• _WHAT NEEDS TO BE DONE_
Every record, apart from its pictures, should be repeated exactly.

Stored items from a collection
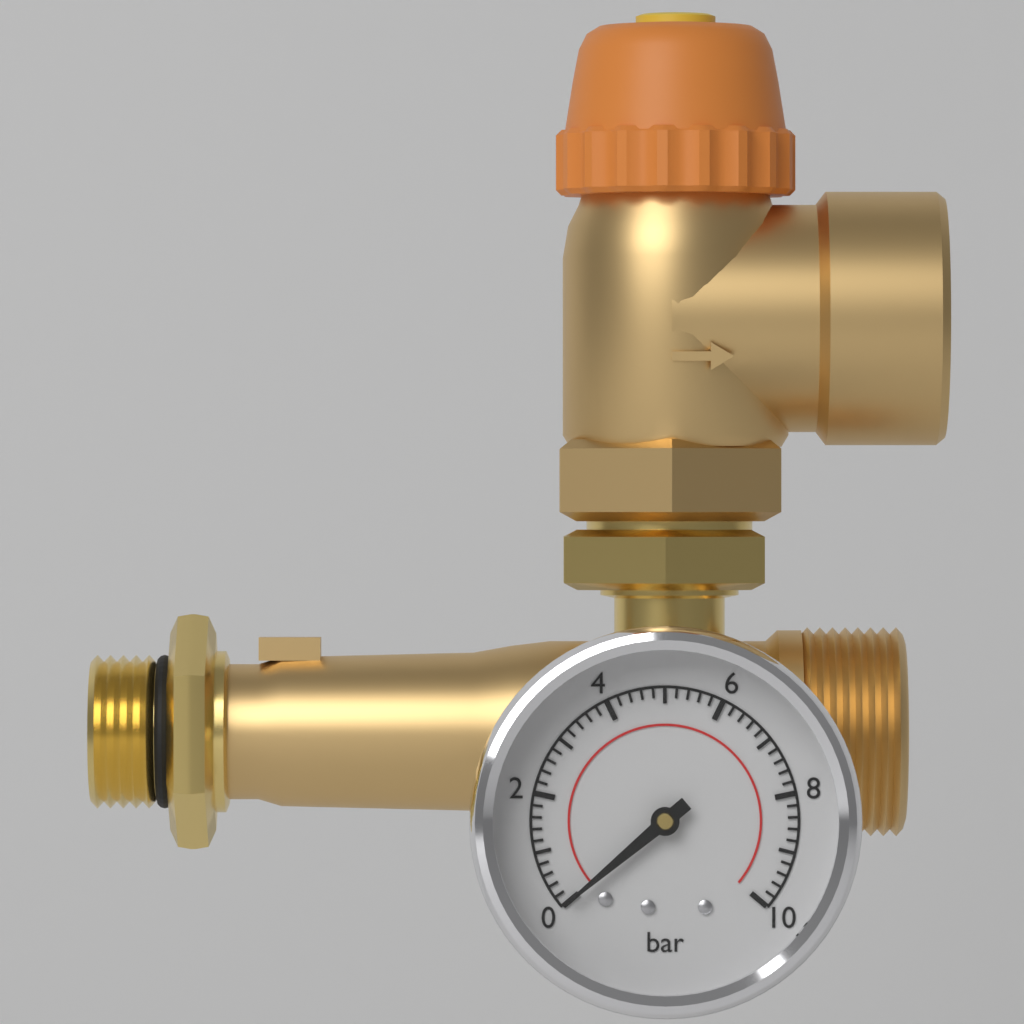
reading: 0.0 bar
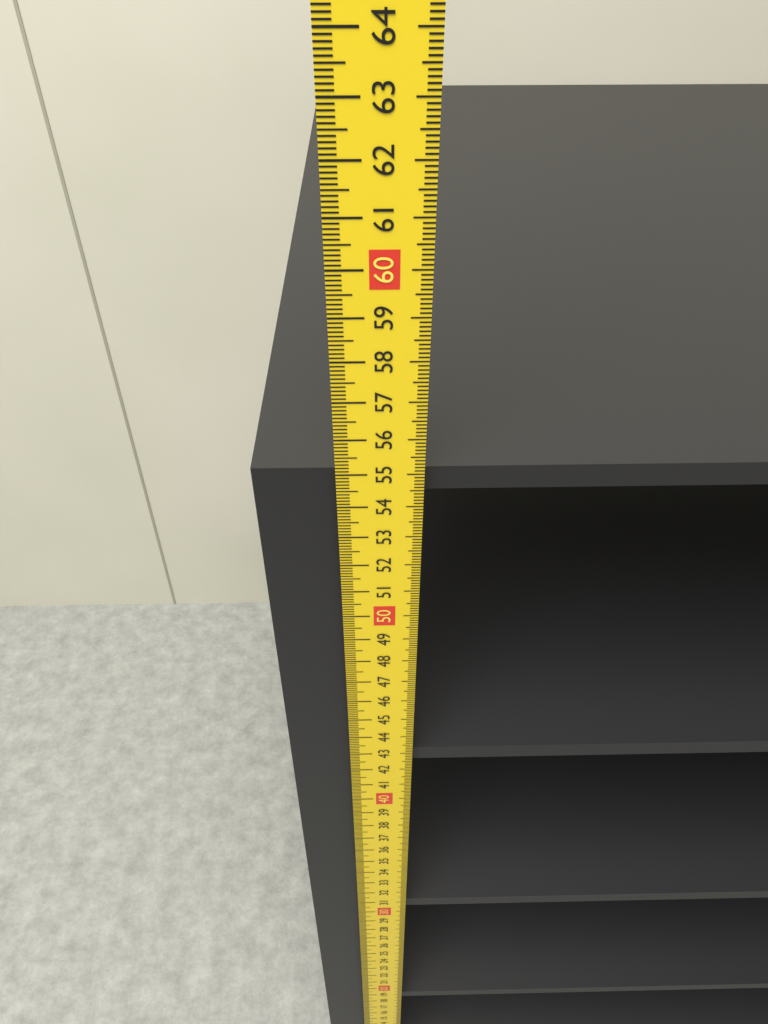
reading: 54.9 cm
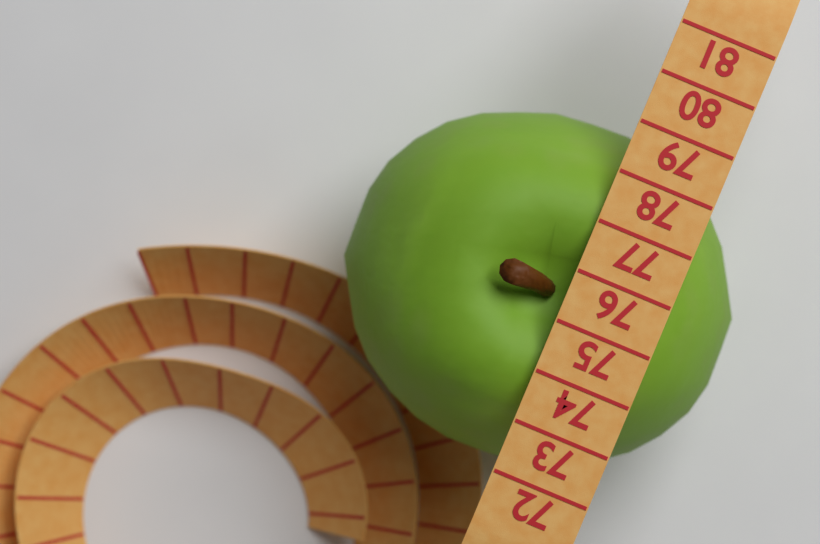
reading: 79 (no unit)
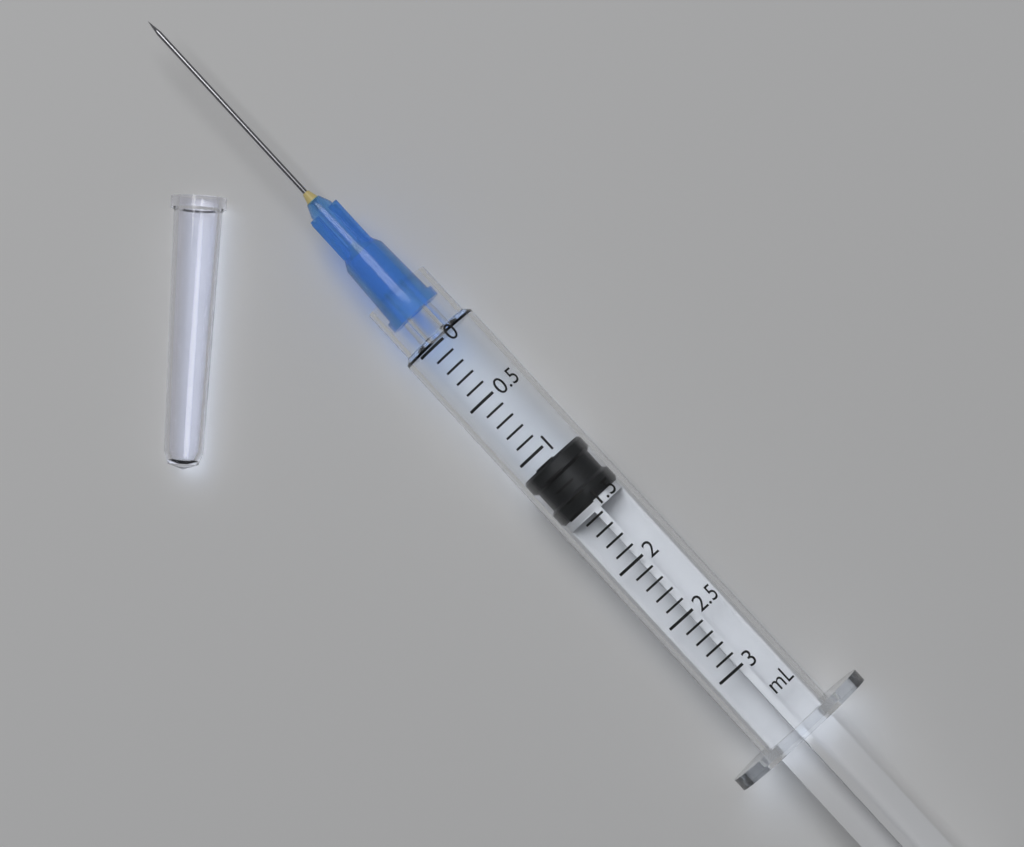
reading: 1.1 mL
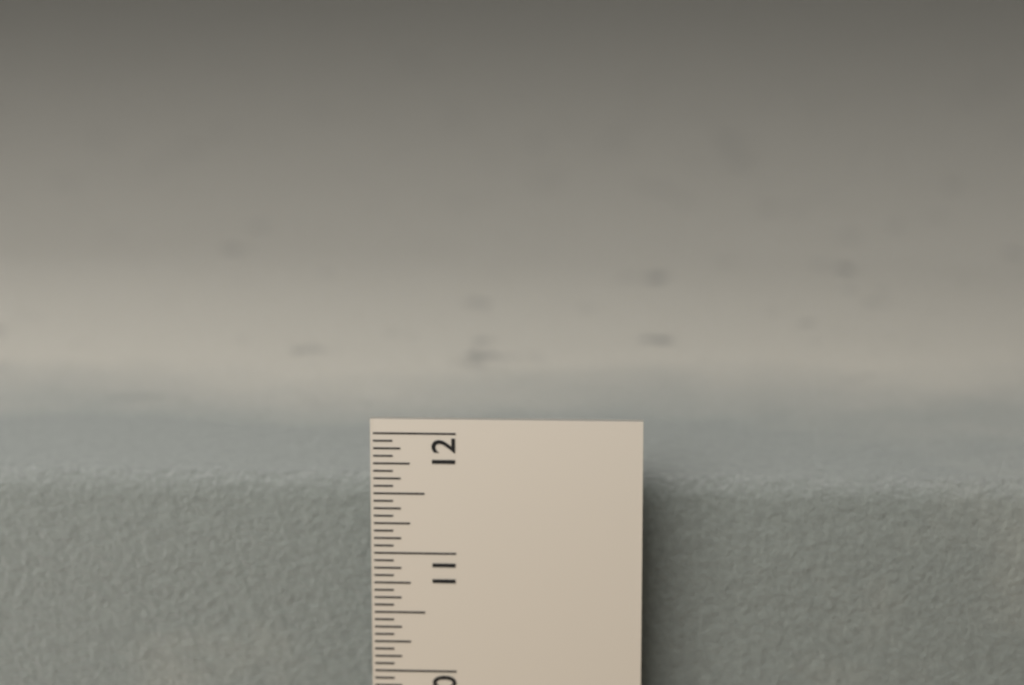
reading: 11.5000 in
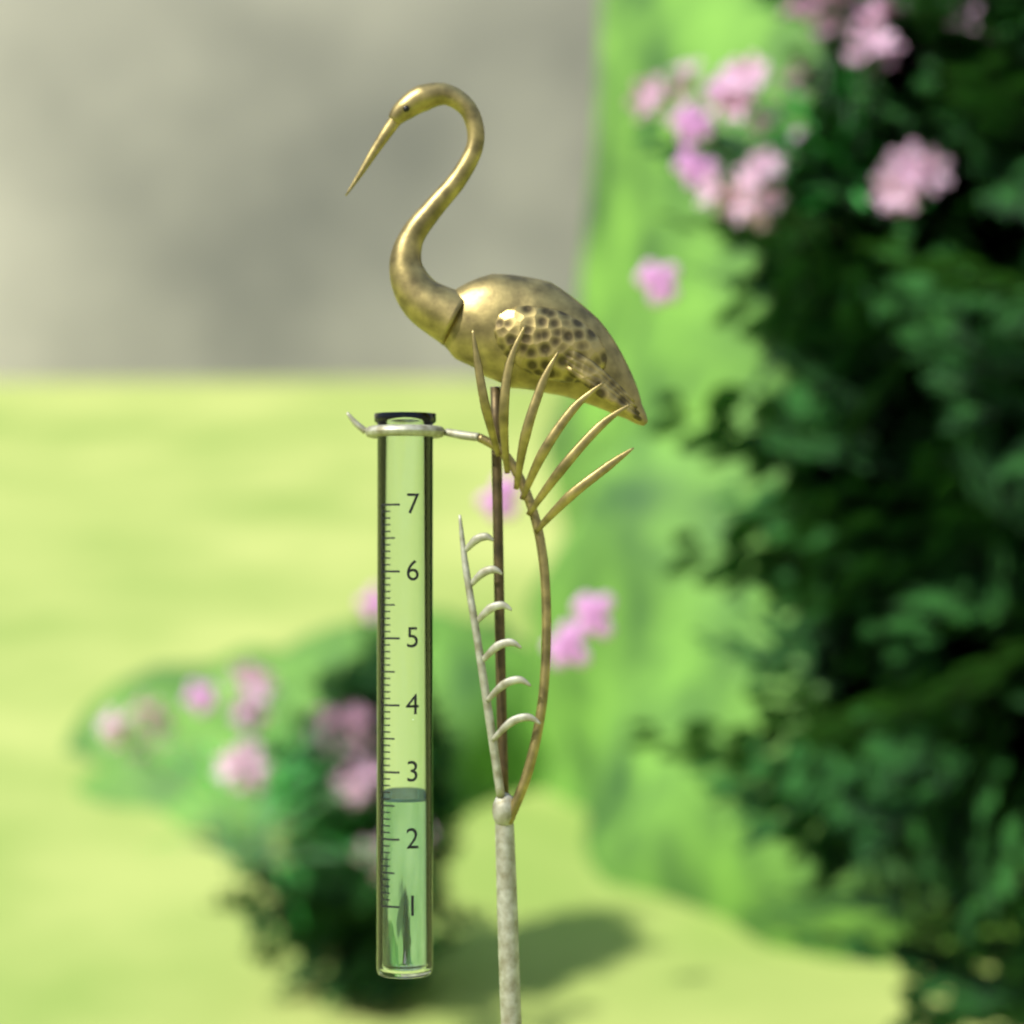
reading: 2.6 (no unit)
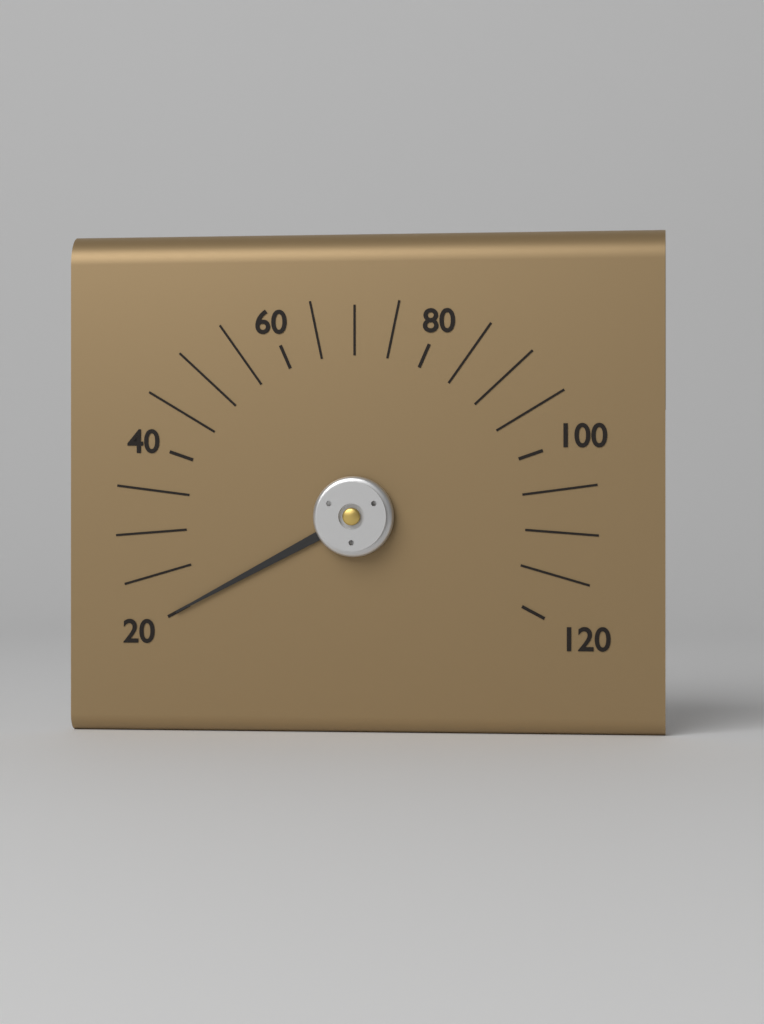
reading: 20 (no unit)
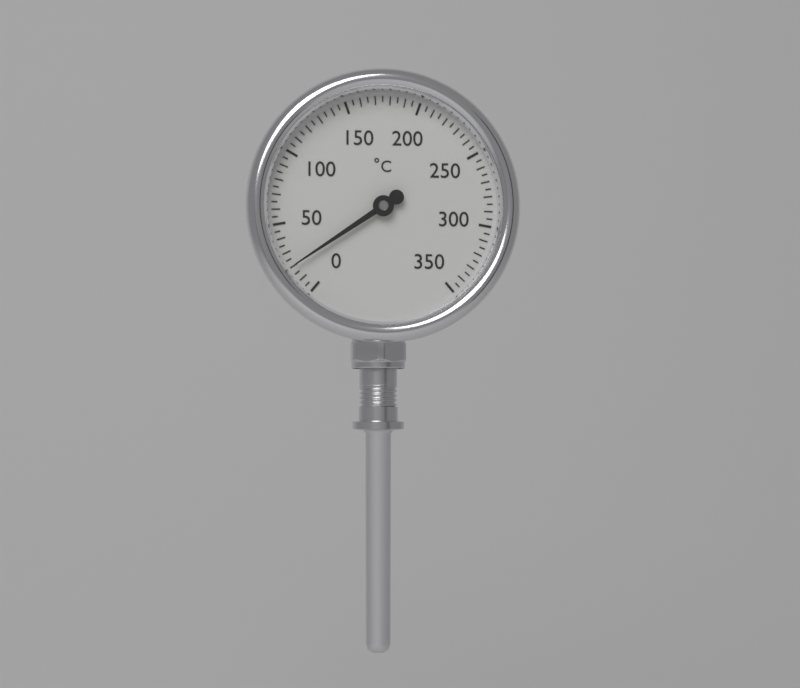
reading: 20 °C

• _SOLUTION TO THE PROBLEM_
reading: 0.0 bar
reading: 54.9 cm
reading: 79 (no unit)
reading: 1.1 mL
reading: 11.5000 in
reading: 2.6 (no unit)
reading: 20 (no unit)
reading: 20 °C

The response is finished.